Bloodwork Before Starting Ipamorelin

Why Baseline Bloodwork Matters for Ipamorelin

Ipamorelin is a selective GHS-R1a agonist, meaning it drives growth hormone release from the anterior pituitary without dragging cortisol, prolactin, or ACTH along with it. That selectivity is precisely why baseline bloodwork matters: you need a clean snapshot of the GH/IGF-1 axis before amplifying it. Without pre-protocol labs, there is no way to distinguish a therapeutic response from a pre-existing abnormality. Growth hormone opposes insulin at the tissue level, so fasting glucose deserves attention before you start increasing GH pulse amplitude. And because ipamorelin’s hallmark is what it does not disturb — cortisol and prolactin — confirming those values are normal at baseline protects that claim for your own biology. A selective secretagogue deserves selective monitoring. The baseline panel is where that starts.

What to Test Before Starting

Four biomarkers form the core of your pre-ipamorelin baseline panel, each tied to the specific axis this peptide acts on.

IGF-1 is the single most important draw. IGF-1 reflects cumulative GH signaling over the preceding weeks, and ipamorelin will raise it. If your baseline IGF-1 is already in the upper quartile of the reference range, the therapeutic window narrows and the risk of pushing into supraphysiologic territory increases. Starting without this number means flying blind on the very axis you are modulating.

Fasting Glucose establishes your insulin sensitivity before GH begins opposing it. Growth hormone shifts substrate utilization toward lipolysis and away from glucose uptake. If fasting glucose is already borderline, that shift may tip into sustained hyperglycemia. A pre-protocol fasting glucose between 70 and 99 mg/dL provides the clearance you need. Values above 100 mg/dL warrant a conversation with your provider before proceeding.

Cortisol should be drawn as a morning serum sample. Ipamorelin’s defining feature is that it does not elevate cortisol, but that distinction only matters if you know where cortisol sits before you start. An elevated baseline cortisol points to a separate HPA axis issue that will confound your monitoring.

Prolactin completes the panel. Like cortisol, ipamorelin should leave prolactin untouched. A normal baseline value confirms the pituitary is not under pressure from a microadenoma or medication effect, either of which would change the risk calculus of adding a secretagogue.

What to Retest and When

At 4 weeks, retest GH. This is the earliest timepoint where you can confirm that ipamorelin is doing what it is supposed to do — increasing the amplitude of GH pulses. A serum GH draw taken 30 to 60 minutes after your usual injection provides the clearest signal. If GH has not moved from baseline, the dose, injection timing, or reconstitution may need revisiting.

At 8 weeks, retest IGF-1. Because IGF-1 integrates weeks of GH signaling, testing it earlier produces noise. An 8-week draw captures the downstream effect of sustained GH elevation and tells you whether the axis is responding proportionally. IGF-1 rising above the reference range at this point is a signal to reduce dose, not continue.

Fasting glucose, cortisol, and prolactin should be retested alongside the 8-week IGF-1 draw. Glucose confirms that insulin sensitivity has not deteriorated. Cortisol and prolactin should remain at baseline; any movement in either warrants investigation independent of ipamorelin, since the peptide itself should not be responsible.

Discuss all results with your prescribing provider before adjusting dose or continuing beyond the initial protocol period.

Red Flags — When to Pause and Retest

Stop dosing and contact your provider if labs reveal fasting glucose above 126 mg/dL, IGF-1 above the reference range, or any unexpected rise in cortisol or prolactin. Active malignancy and untreated pituitary disorders are absolute contraindications — if either is discovered during monitoring, ipamorelin must be discontinued immediately. If you are taking glucocorticoids, be aware they may blunt the GH response and complicate interpretation. Somatostatin analogs directly oppose ipamorelin’s mechanism and make concurrent use contraindicated.

How This Fits Your Broader Protocol

Ipamorelin is frequently combined with CJC-1295 or other GHRH analogs in growth hormone optimization stacks. If you are running a combination protocol, the same baseline panel applies, but monitoring frequency may need to increase. Review the full contraindication profile before starting, and run any concurrent medications through the interaction checker to flag conflicts before your first injection.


## WORK ORDER
Scan the entries for "recurrent". Every line that holds it is to be copied.

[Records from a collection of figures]
###

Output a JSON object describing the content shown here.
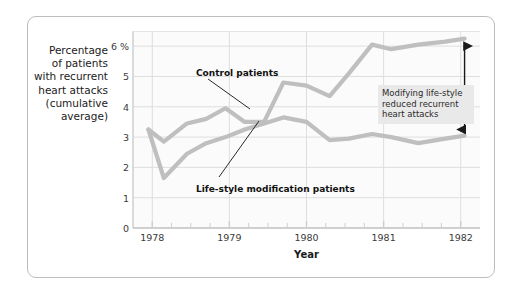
{
  "chart_data": {
    "type": "line",
    "title": "",
    "subtitle": "",
    "xlabel": "Year",
    "ylabel": "Percentage of patients with recurrent heart attacks (cumulative average)",
    "ylabel_lines": [
      "Percentage",
      "of patients",
      "with recurrent",
      "heart attacks",
      "(cumulative",
      "average)"
    ],
    "xlim": [
      1977.75,
      1982.25
    ],
    "ylim": [
      0,
      6.5
    ],
    "yticks": [
      0,
      1,
      2,
      3,
      4,
      5,
      6
    ],
    "ytick_labels": [
      "0",
      "1",
      "2",
      "3",
      "4",
      "5",
      "6 %"
    ],
    "xticks": [
      1978,
      1979,
      1980,
      1981,
      1982
    ],
    "xtick_labels": [
      "1978",
      "1979",
      "1980",
      "1981",
      "1982"
    ],
    "x_minor_ticks_per_year": 4,
    "grid": true,
    "grid_color": "#dedede",
    "legend": "none (inline callouts)",
    "series": [
      {
        "name": "Control patients",
        "color": "#bfbfbf",
        "x": [
          1977.95,
          1978.15,
          1978.45,
          1978.7,
          1978.95,
          1979.2,
          1979.45,
          1979.7,
          1980.0,
          1980.3,
          1980.55,
          1980.85,
          1981.1,
          1981.45,
          1981.8,
          1982.05
        ],
        "values": [
          3.25,
          2.85,
          3.45,
          3.6,
          3.95,
          3.5,
          3.5,
          4.8,
          4.7,
          4.35,
          5.1,
          6.05,
          5.9,
          6.05,
          6.15,
          6.25
        ]
      },
      {
        "name": "Life-style modification patients",
        "color": "#bfbfbf",
        "x": [
          1977.95,
          1978.15,
          1978.45,
          1978.7,
          1978.95,
          1979.2,
          1979.45,
          1979.7,
          1980.0,
          1980.3,
          1980.55,
          1980.85,
          1981.1,
          1981.45,
          1981.8,
          1982.05
        ],
        "values": [
          3.25,
          1.65,
          2.45,
          2.8,
          3.0,
          3.25,
          3.45,
          3.65,
          3.5,
          2.9,
          2.95,
          3.1,
          3.0,
          2.8,
          2.95,
          3.05
        ]
      }
    ],
    "annotations": [
      {
        "name": "control-callout",
        "text": "Control patients",
        "points_to_series": "Control patients"
      },
      {
        "name": "lifestyle-callout",
        "text": "Life-style modification patients",
        "points_to_series": "Life-style modification patients"
      },
      {
        "name": "gap-note",
        "text": "Modifying life-style reduced recurrent heart attacks",
        "lines": [
          "Modifying life-style",
          "reduced recurrent",
          "heart attacks"
        ],
        "background": "#e9e9e9"
      },
      {
        "name": "gap-arrow",
        "type": "double-headed-vertical-arrow",
        "from_value": 6.2,
        "to_value": 3.05,
        "at_x": 1982.05,
        "color": "#1a1a1a"
      }
    ]
  },
  "annotation_box": {
    "line1": "Modifying life-style",
    "line2": "reduced recurrent",
    "line3": "heart attacks"
  },
  "callouts": {
    "control": "Control patients",
    "lifestyle": "Life-style modification patients"
  },
  "axis": {
    "x_title": "Year"
  },
  "colors": {
    "line": "#bfbfbf",
    "grid": "#dedede",
    "frame": "#bdbdbd",
    "plot_bg": "#fbfbfb",
    "anno_bg": "#e9e9e9",
    "text": "#1b1b1b"
  }
}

###

## THE COMPLETED TASK
    "ylabel": "Percentage of patients with recurrent heart attacks (cumulative average)",
      "with recurrent",
        "text": "Modifying life-style reduced recurrent heart attacks",
          "reduced recurrent",
    "line2": "reduced recurrent",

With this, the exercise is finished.